Tess was in her running tights and Nikes, the idea being drop the kids off and go for a run while John’s parents took them to church. Come back and shower—she had a change of clothes—and spend the afternoon together. She liked the visits. It had been months into their relationship before John had even mentioned them, and had he never endured whatever it was he had endured—and what about what she had endured?—they might never have come up at all.
She turned on the radio, kept it low so as not wake Laurie, then turned it right off when she realized it had disrupted the cartoon the boys were watching.
“Mah-om,” that two syllable whine that had replaced her name.
“I know. I’m sorry.”
“We’re watching this,” Wally said.
“I know. I just forgot.”
“How far now?”
“Don’t wake your sister, honey.”
“How far is it?”
“Just a few minutes. Don’t wake your sister, all right?”
He had left yesterday while Tess was still in bed, John she meant, dressing while she pretended to sleep. Which seemed to be a new activity between them—one pretending to sleep so as to avoid talking to the other. The single thing they shared. He was in Atlanta for a conference on something and she mostly believed him. She believed he had a reason to be in Atlanta, at least, conference or not. Beyond that, she didn’t really care. He didn’t sing in the morning anymore, and she didn’t care about that either. It was strang
e to realize as much.
She turned the Odyssey off the highway onto a track of gravel road and thought of her grievances against Karla and Kayla.

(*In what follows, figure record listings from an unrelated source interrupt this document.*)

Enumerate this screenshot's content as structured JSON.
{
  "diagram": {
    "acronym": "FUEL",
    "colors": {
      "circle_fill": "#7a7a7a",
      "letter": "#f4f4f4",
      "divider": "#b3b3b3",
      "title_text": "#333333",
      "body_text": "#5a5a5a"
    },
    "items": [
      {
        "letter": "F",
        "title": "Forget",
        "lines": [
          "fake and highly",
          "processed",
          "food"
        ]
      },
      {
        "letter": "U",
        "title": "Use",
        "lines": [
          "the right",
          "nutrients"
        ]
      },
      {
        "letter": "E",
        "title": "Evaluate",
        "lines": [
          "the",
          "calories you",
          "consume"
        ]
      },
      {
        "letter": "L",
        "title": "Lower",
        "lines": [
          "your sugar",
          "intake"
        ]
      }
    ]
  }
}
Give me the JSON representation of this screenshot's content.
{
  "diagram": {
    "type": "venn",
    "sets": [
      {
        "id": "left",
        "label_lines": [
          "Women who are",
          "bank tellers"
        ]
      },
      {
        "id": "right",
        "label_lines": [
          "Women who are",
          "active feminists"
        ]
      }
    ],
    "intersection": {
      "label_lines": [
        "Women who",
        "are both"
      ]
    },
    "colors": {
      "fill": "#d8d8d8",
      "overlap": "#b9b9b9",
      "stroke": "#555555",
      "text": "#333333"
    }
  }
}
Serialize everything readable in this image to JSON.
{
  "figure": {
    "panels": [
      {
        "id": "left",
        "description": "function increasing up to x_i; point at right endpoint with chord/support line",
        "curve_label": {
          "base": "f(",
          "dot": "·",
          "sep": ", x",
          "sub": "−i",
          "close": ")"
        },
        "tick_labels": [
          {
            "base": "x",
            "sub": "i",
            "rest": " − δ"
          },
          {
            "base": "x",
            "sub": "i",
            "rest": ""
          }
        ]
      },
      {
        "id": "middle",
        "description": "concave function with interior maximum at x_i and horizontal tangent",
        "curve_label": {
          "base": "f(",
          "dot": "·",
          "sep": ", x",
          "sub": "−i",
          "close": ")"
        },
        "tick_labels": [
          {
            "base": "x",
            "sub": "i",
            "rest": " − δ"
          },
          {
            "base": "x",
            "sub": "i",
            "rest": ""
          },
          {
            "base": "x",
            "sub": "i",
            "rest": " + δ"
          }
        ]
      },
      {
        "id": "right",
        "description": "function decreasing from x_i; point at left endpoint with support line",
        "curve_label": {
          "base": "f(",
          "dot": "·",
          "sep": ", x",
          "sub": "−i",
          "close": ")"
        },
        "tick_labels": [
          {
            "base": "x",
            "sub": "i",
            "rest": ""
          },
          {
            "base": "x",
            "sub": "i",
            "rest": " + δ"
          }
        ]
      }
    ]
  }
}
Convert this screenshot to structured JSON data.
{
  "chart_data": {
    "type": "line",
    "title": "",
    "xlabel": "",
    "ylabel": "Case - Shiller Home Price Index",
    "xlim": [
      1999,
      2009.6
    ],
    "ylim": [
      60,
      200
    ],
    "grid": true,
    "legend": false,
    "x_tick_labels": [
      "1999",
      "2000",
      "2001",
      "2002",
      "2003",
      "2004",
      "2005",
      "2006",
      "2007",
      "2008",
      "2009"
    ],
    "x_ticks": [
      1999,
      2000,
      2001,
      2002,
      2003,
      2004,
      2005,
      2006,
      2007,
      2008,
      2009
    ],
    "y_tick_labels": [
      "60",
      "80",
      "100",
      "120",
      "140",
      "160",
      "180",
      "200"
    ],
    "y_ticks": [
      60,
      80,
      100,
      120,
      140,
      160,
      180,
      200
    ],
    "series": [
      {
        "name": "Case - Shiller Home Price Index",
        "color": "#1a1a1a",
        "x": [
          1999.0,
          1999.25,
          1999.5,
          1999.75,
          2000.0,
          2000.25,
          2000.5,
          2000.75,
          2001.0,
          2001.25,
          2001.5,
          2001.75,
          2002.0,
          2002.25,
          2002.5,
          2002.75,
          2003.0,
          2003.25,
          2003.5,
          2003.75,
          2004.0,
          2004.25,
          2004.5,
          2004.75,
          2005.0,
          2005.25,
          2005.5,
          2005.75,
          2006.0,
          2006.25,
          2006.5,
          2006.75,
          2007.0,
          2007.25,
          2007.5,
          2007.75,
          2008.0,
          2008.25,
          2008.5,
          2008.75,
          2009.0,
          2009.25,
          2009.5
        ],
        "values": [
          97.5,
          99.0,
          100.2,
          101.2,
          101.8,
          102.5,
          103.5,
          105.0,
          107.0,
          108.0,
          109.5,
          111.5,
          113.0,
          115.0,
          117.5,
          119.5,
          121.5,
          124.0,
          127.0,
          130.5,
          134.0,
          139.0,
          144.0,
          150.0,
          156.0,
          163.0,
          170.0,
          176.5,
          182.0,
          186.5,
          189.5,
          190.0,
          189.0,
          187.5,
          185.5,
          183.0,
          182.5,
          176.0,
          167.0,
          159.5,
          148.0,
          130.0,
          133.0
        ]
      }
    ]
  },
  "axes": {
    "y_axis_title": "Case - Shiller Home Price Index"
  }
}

Stupid, that alliteration of names. Sometimes she thought it stupid and she hated herself for that. The pettiness of resenting the dead. Like the wound of finding out there was someone—two someones—before you was simultaneously scabbed over and raw, because it can be that way.
But she didn’t care about that either. What she cared about—what she told herself she cared about—was on the thumb drive, and along with her laptop, the thumb drive was in her bag, waiting on her.
*
She sat on the screened porch and nursed Laurie from her right breast while she pumped her left. The verb was express. She expressed four ounces, she expressed five ounces. The boys were inside, bouncing around the kitchen, waiting for the moment they were released into the world. When Laurie was finished and the bottle full Tess would pass both over to John’s mother and the five of them would leave for New Canaan Baptist Church and Tess would be alone in the house.
She listened to the children, the sound of their high voices going up like kites, that little clutched fear that came to her now and then that they would keep lifting, keep going higher, and she would be left alone, earthbound. Yet another stupid thought. If she wanted to worry about something real wouldn’t it be handing her sons and seven-month-old daughter over to her aging mother-in-law for the next three hours?
Maybe, probably. There was a part of her that knew it wasn’t the safest thing to do, but there was another, larger, part of her that saw both how much the woman needed it, and how much she, Tess, needed it, too. You want that balance, that place, she was always telling herself, where your self is both a part of and separate from your children. You want—
Laurie came off her nipple.
The bottle was full.
She fixed her too-tight jog-bra and shirt and went into the kitchen where Daniel and Wally sat in her father-in-law’s lap, The Tom and Jerry Show on the TV. Her mother-in-law took Laurie. Are we all ready now? Yes, I think we are. Turn that off, Thomas. Let’s load up, boys. Turn that off, please. Come on, boys.